The Mother of All Lies review – pursuing the truth of Morocco’s brutal dictatorship years

Asmae El Moudir employs a delicate mix of handmade replicas and oral testimony to brilliantly evoke personal and collective trauma Between those who refuse to remember and those who struggle to forget, a tumultuous clash of minds occupies the centre of Asmae El Moudir’s inventive documentary, a prize-winner at last year’s Cannes film festival. Through a constellation of clay figurines and dollhouse-style miniature sets, most of which were constructed by El Moudir’s father, the director recreates her oppressive childhood in the Sebata district of Casablanca.

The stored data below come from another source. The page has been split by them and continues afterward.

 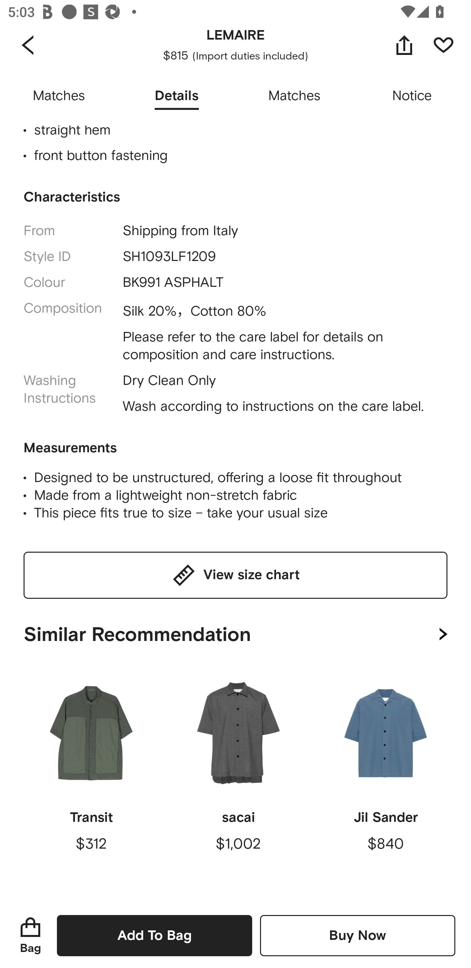 What do you see at coordinates (91, 784) in the screenshot?
I see `Transit $312` at bounding box center [91, 784].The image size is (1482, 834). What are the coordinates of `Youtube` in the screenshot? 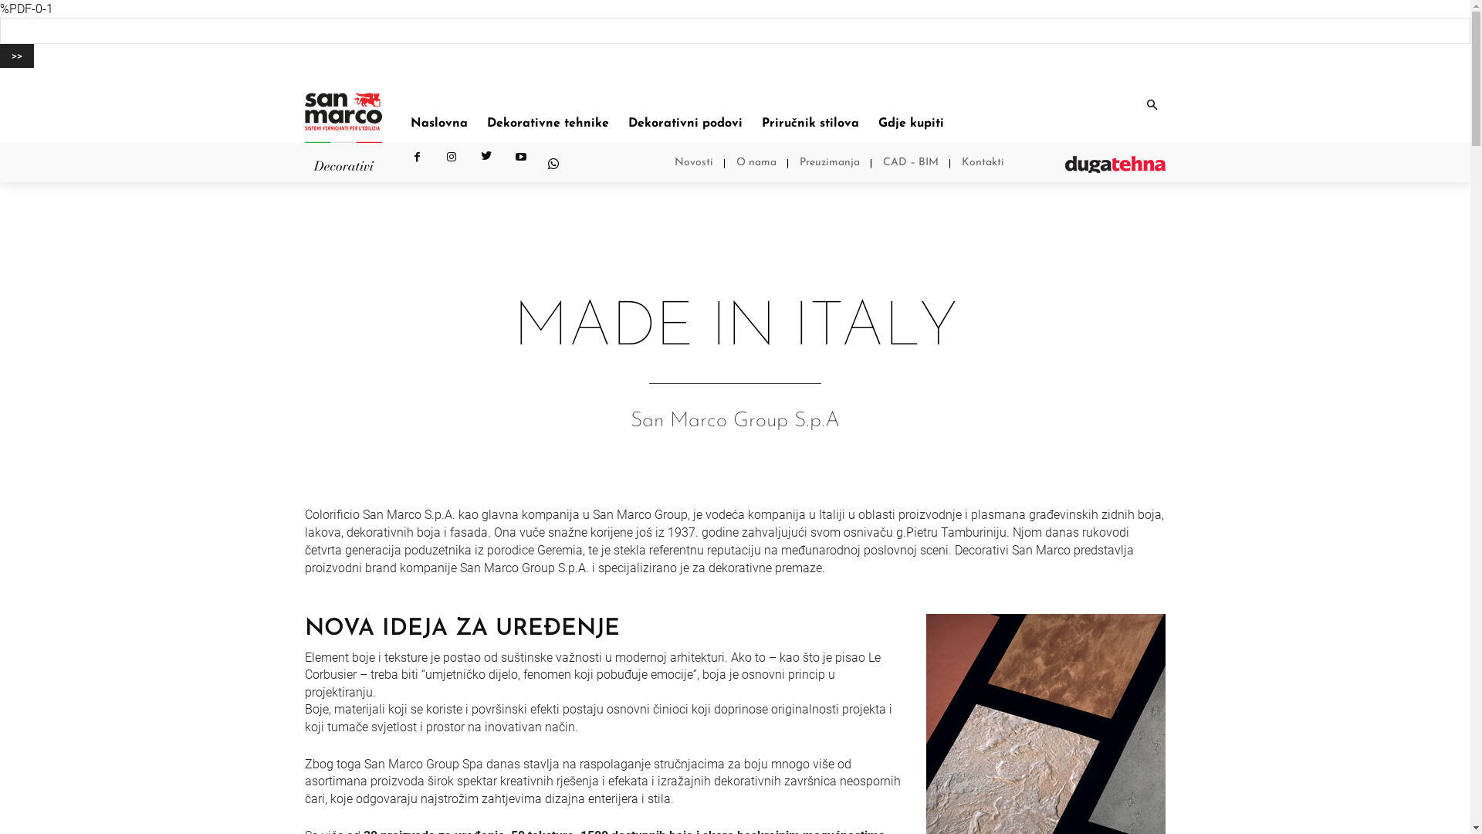 It's located at (522, 165).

Under the watchful eyes of her domineering grandmother Zahra, all personal photos are banished from the house, save for a picture of King Hassan II. The delicate mix of handmade replicas and oral testimony brilliantly evokes the personal and collective trauma that stem from Morocco’s “Years of Lead” – a period of state brutality under Hassan II’s dictatorial rule. Lingering on the nimble fingers of El Moudir’s father as he puts t

Dabney Coleman obituary

Prolific actor who, in 1980s films such as 9 to 5 and Tootsie, came to define the misogynistic archetype of a generation

In the 1980 office comedy hit film 9 to 5, Jane Fonda, as one of three long-suffering office workers subjected to endless harassment by their male chauvinist boss, played by Dabney Coleman, eventually gets to call him a “sexist, egotistical, lying, hypocritical, bigot”, albeit in her imagination. These epithets could apply to a majority of the many roles played by Coleman, who has died aged 92.

With thinning hair and a fleshy, seemingly friendly face, adorned more often than not with a sly moustache, Coleman made his long career portraying deceptively ordinary, slippery bastards. He played “the man you love to hate” in both dramas and comedies in a similar straight fashion.